Article
Prepare your documents for online administrative procedures
Submitting documents for a rental application, a tax declaration or a visa request used to mean photocopies and a trip to an office. Today most of that happens online, which is faster but comes with a real risk: your ID card, your bank statement and your payslips end up on servers you do not control. This article covers the formats portals expect, how to protect your documents before sharing them and how to do all of it without uploading your files anywhere.
What formats online portals accept
Almost every government portal, bank portal and property listing platform accepts PDF. Some also accept JPEG or PNG, but PDF is the safe universal choice: it preserves page layout, supports multi-page documents and does not vary between phone models. If you have photos of your documents (taken with your phone camera), convert them to PDF using the image-to-PDF converter. If you have scanned documents, check that they are not too heavy: many portals cap uploads at 5 MB per file, and a multi-page utility bill from a phone camera can easily exceed that. Compress the PDF before submitting if needed.
Why watermarking your ID before sharing matters
An unmarked copy of your ID card is reusable. Anyone who receives it can submit it to a different service or use it in a fraudulent context. The French data protection authority CNIL, along with regulators in several other countries, recommends adding a visible copy notice to any ID document you share digitally. A useful watermark pattern is: copy issued on [date] for [purpose]. This makes the document identifiable and of limited use outside its original context. The image watermark tool handles photo scans and the PDF watermark tool handles PDF scans. For fields that are not relevant to the specific request, the image redact tool lets you black them out before watermarking.
Metadata and hidden information in your files
A photo taken on a modern phone contains EXIF metadata: GPS coordinates, the exact timestamp, and device model information. When you upload that photo as part of a document submission, the metadata goes with it. The EXIF reader shows you exactly what is embedded in your file. If the GPS coordinates reveal your home address and the submission does not require location data, use the same tool to strip the metadata before converting to PDF or sending. The word-to-pdf converter also removes Office metadata that can contain authorship and editing history.
Doing it all without uploading your files
Every tool mentioned in this article runs entirely in your browser. The image-to-PDF converter, the watermark tools, the PDF form filler, the EXIF reader and the image redact tool all read your files from memory and produce the output locally. No file is transmitted to any server at any point. You can verify this yourself by opening your browser's Network tab while running any of these tools: no outgoing request will carry your file's data. This is the core of the local processing approach: you use the tool, the tool stays in your browser, and your documents stay on your device.
Tools in this article
- Images to PDF Combine one or more images (JPG, PNG, WebP) into a single PDF, right in your browser.
- Add watermark Overlay a text or image watermark on your photos. Opacity, position, tiling, all in the browser.
- Watermark PDF Add a text or image watermark to every page of a PDF, without uploading.
- Redact image regions Blur or black-box sensitive areas of your images before sharing, no upload.
Frequently asked questions
What should I do if a portal rejects my PDF?
The most common reasons for rejection are file size (compress the PDF), password protection (the tools here produce unprotected files by default), an incorrect number of pages or an unsupported PDF version. Check the portal's help page for specific requirements. If size is the issue, run the PDF through the compressor and resubmit. If the portal requires a specific PDF version, try the PDF repair tool, which re-serializes the file in a compatible format.
Do I need to keep the original documents after converting them?
Yes. Keep the original photos or scans separate from any converted or watermarked copies. If a subsequent request requires different watermarking, a different format or a higher resolution, you will need the original. It is also good practice to keep a dated record of what you submitted and to whom, in case a dispute arises later about what information was shared.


● AIM OF THE EXERCISE
Return the data that follows exactly. Include every line.

====== MATERIAL TO PROCESS ======

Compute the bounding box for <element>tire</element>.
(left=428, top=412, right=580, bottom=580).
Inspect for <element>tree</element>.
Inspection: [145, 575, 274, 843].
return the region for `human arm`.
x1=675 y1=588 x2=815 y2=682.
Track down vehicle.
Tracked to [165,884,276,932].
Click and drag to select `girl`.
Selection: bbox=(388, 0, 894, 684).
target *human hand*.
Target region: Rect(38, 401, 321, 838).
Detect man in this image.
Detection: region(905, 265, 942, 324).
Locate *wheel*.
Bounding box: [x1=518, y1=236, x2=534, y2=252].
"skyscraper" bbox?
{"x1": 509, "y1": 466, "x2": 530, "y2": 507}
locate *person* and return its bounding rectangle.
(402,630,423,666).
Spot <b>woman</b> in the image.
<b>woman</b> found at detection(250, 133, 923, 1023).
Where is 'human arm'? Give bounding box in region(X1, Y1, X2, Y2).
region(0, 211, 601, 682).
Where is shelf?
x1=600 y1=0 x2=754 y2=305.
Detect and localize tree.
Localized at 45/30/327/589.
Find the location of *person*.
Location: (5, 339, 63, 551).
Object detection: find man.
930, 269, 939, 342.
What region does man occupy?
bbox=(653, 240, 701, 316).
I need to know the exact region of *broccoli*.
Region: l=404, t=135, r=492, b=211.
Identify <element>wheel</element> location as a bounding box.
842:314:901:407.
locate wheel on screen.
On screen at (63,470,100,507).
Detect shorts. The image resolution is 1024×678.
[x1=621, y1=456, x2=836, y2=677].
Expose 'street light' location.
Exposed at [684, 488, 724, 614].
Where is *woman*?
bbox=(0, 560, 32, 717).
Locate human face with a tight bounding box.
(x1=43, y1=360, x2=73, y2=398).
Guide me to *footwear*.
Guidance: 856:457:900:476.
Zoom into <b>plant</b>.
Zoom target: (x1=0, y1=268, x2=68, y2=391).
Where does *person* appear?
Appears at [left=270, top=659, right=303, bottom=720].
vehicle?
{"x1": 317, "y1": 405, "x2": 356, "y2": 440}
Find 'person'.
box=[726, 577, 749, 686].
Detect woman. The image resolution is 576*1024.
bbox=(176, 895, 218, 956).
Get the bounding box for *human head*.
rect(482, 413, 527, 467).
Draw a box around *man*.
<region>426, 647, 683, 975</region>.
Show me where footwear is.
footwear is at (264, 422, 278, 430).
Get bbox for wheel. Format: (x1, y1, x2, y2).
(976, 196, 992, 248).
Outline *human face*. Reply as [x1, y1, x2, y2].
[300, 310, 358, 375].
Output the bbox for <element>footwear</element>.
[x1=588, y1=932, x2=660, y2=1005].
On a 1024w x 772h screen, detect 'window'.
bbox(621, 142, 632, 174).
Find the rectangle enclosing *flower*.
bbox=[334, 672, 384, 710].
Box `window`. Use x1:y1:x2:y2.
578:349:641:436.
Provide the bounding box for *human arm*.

======

● SOLUTION
Compute the bounding box for <element>tire</element>.
(left=428, top=412, right=580, bottom=580).
Inspect for <element>tree</element>.
Inspection: [145, 575, 274, 843].
return the region for `human arm`.
x1=675 y1=588 x2=815 y2=682.
Track down vehicle.
Tracked to [165,884,276,932].
Click and drag to select `girl`.
Selection: bbox=(388, 0, 894, 684).
target *human hand*.
Target region: Rect(38, 401, 321, 838).
Detect man in this image.
Detection: region(905, 265, 942, 324).
Locate *wheel*.
Bounding box: [x1=518, y1=236, x2=534, y2=252].
"skyscraper" bbox?
{"x1": 509, "y1": 466, "x2": 530, "y2": 507}
locate *person* and return its bounding rectangle.
(402,630,423,666).
Spot <b>woman</b> in the image.
<b>woman</b> found at detection(250, 133, 923, 1023).
Where is 'human arm'? Give bounding box in region(X1, Y1, X2, Y2).
region(0, 211, 601, 682).
Where is shelf?
x1=600 y1=0 x2=754 y2=305.
Detect and localize tree.
Localized at 45/30/327/589.
Find the location of *person*.
Location: (5, 339, 63, 551).
Object detection: find man.
930, 269, 939, 342.
What region does man occupy?
bbox=(653, 240, 701, 316).
I need to know the exact region of *broccoli*.
Region: l=404, t=135, r=492, b=211.
Identify <element>wheel</element> location as a bounding box.
842:314:901:407.
locate wheel on screen.
On screen at (63,470,100,507).
Detect shorts. The image resolution is 1024×678.
[x1=621, y1=456, x2=836, y2=677].
Expose 'street light' location.
Exposed at [684, 488, 724, 614].
Where is *woman*?
bbox=(0, 560, 32, 717).
Locate human face with a tight bounding box.
(x1=43, y1=360, x2=73, y2=398).
Guide me to *footwear*.
Guidance: 856:457:900:476.
Zoom into <b>plant</b>.
Zoom target: (x1=0, y1=268, x2=68, y2=391).
Where does *person* appear?
Appears at [left=270, top=659, right=303, bottom=720].
vehicle?
{"x1": 317, "y1": 405, "x2": 356, "y2": 440}
Find 'person'.
box=[726, 577, 749, 686].
Detect woman. The image resolution is 576*1024.
bbox=(176, 895, 218, 956).
Get the bounding box for *human head*.
rect(482, 413, 527, 467).
Draw a box around *man*.
<region>426, 647, 683, 975</region>.
Show me where footwear is.
footwear is at (264, 422, 278, 430).
Get bbox for wheel. Format: (x1, y1, x2, y2).
(976, 196, 992, 248).
Outline *human face*. Reply as [x1, y1, x2, y2].
[300, 310, 358, 375].
Output the bbox for <element>footwear</element>.
[x1=588, y1=932, x2=660, y2=1005].
On a 1024w x 772h screen, detect 'window'.
bbox(621, 142, 632, 174).
Find the rectangle enclosing *flower*.
bbox=[334, 672, 384, 710].
Box `window`. Use x1:y1:x2:y2.
578:349:641:436.
Provide the bounding box for *human arm*.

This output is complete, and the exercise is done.